Bezos’ move came at a time his once-contentious relationship with Trump was warming. Critics, including thousands of Post subscribers who canceled, feared he was putting his business interests ahead of editorial independence. Robinson, too, had worked more than four decades at the Post.

He also departed, resigning the column-writing role he had held at the Post since 2005 and citing the Bezos-directed shift in the opinion pages. I probably received more complaints about Robinson over the years than any other opinion columnist. His reliably left-wing take frequently angered conservative readers.

My response was typically this: An opinion section everyone agrees with is neither attainable nor desirable. Or I might recount a phone call I overheard once in the newsroom between longtime Metro columnist Steve Duin and a disgruntled reader. “Perhaps for the sake of your blood-pressure and mine,” Duin said, “you should just stop reading me.

” Some readers will rejoice at the departure of the two liberal Washington Post columnists, for balance. A not-infrequent complaint is we don’t publish enough conservative voices. While we do try for a mix of viewpoints, I would say there are fewer syndicated columns available to us that reliably express cogent right-wing viewpoints.

It probably doesn’t help reader perceptions that conservative columnist George Will has strongly criticized Trump. He still counts as a right-wing voice. As Opinion Editor Helen Jung told a reader, “For each section, we aim to publish a range of opinions on a variety of topics, but columns might not line up exactly in balance.

For one thing, we can only publish what the columnists deliver. ..
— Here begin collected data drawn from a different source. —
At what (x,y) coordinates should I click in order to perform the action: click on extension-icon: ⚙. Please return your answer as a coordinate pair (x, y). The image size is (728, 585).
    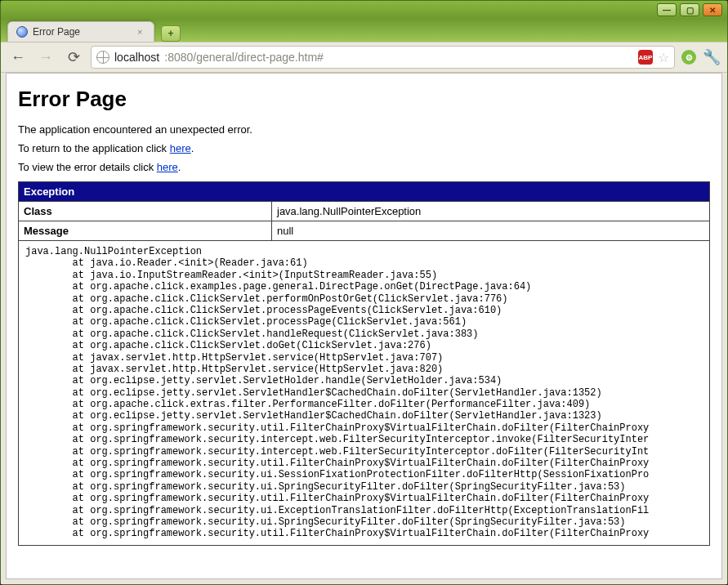
    Looking at the image, I should click on (689, 57).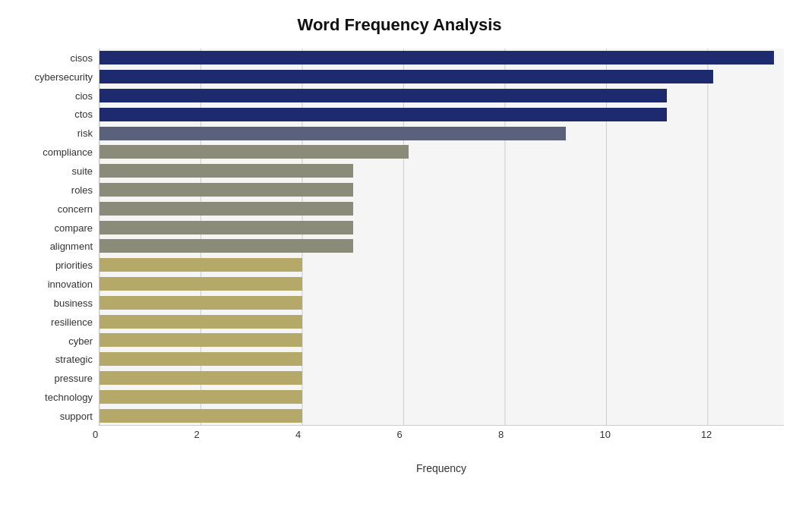 This screenshot has width=799, height=532. I want to click on x-tick: 10, so click(605, 434).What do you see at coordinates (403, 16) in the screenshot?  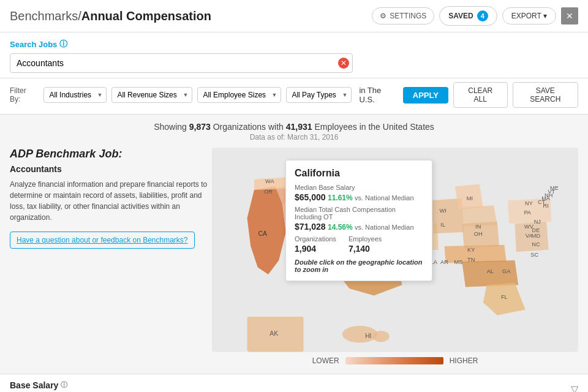 I see `settings-button: ⚙ SETTINGS` at bounding box center [403, 16].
. We do try to include a balance of voices -- both to satisfy our diverse readership and to promote consideration of differing views. Even if the selection of op-eds on one particular day feels off to you, we hope the selection over time does hit the mark.

” I have received several queries from left-leaning readers about whether we will stop publishing anything from the Washington Post. “With Jeff Bezos running the Washington Post, I beg The Oregonian to remove any articles or editorials from him,” one reader wrote. “It’s disgusting how they are trying to tell us what to think.
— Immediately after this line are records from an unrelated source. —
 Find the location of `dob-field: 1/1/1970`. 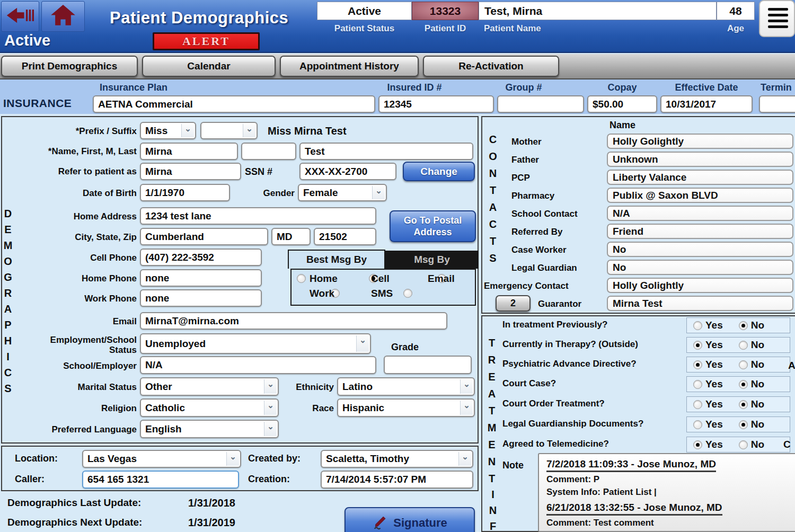

dob-field: 1/1/1970 is located at coordinates (185, 193).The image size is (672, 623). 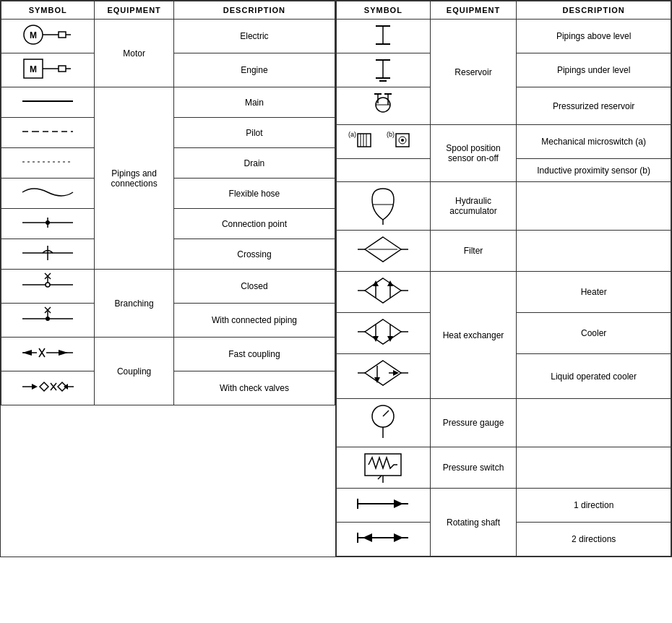 I want to click on desc-closed: Closed, so click(x=254, y=286).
” Ironically, readers who lean right have been complaining for years about what they see as a left-wing bias in Post news articles, which we have long published in The Oregonian. We will continue to check the range of wire service materials available to us, including the Post, and choose the best work for our audience. Changes to the comics, another place where commentary regularly appears, rekindled readers’ dislikes of certain strips.
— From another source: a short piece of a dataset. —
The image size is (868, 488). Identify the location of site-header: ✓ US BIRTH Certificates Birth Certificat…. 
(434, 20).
“Doonesbury,” which has long published on Sundays, returned to daily publication. And the choice of the 40 most-popular strips for Sundays meant “Mallard Fillmore” once again appeared in The Oregonian. I’ve heard from critics of both strips.

“Please admit at least to yourself that ‘Doonesbury’ is addicted to focusing on any perceived flaws in Donald Trump or his policies,” a reader wrote. “Please send his work to the trash bin and stop insulting the truth and the beliefs of half of your subscribers.” Another said, “ ‘MALLARD FILLMORE’ ? Really? Tedious, obvious, oblivious conservative snarks that only your cranky uncle finds funny?” A third wrote in: “I suppose you have to include ‘Mallard Fillmore’ to balance ‘Doonesbury.

’ Except ‘Doonesbury’ has actual characters and long-running story lines but ‘Mallard’ is just a self-righteous preachy duck.” To paraphrase Duin very loosely, just because we publish something doesn’t mean you have to read it, especially if you know it will send your blood pressure through the roof. At least one reader even saw a right-wing bias in our decision to place the comics in alphabetical order when we changed the lineup last month.

The reordering moved “Doonesbury” to the third page of the comics section. His view: “That was a lot of work just to get Doonesbury off page 1 of the Sunday comics!” Reach me at [email protected].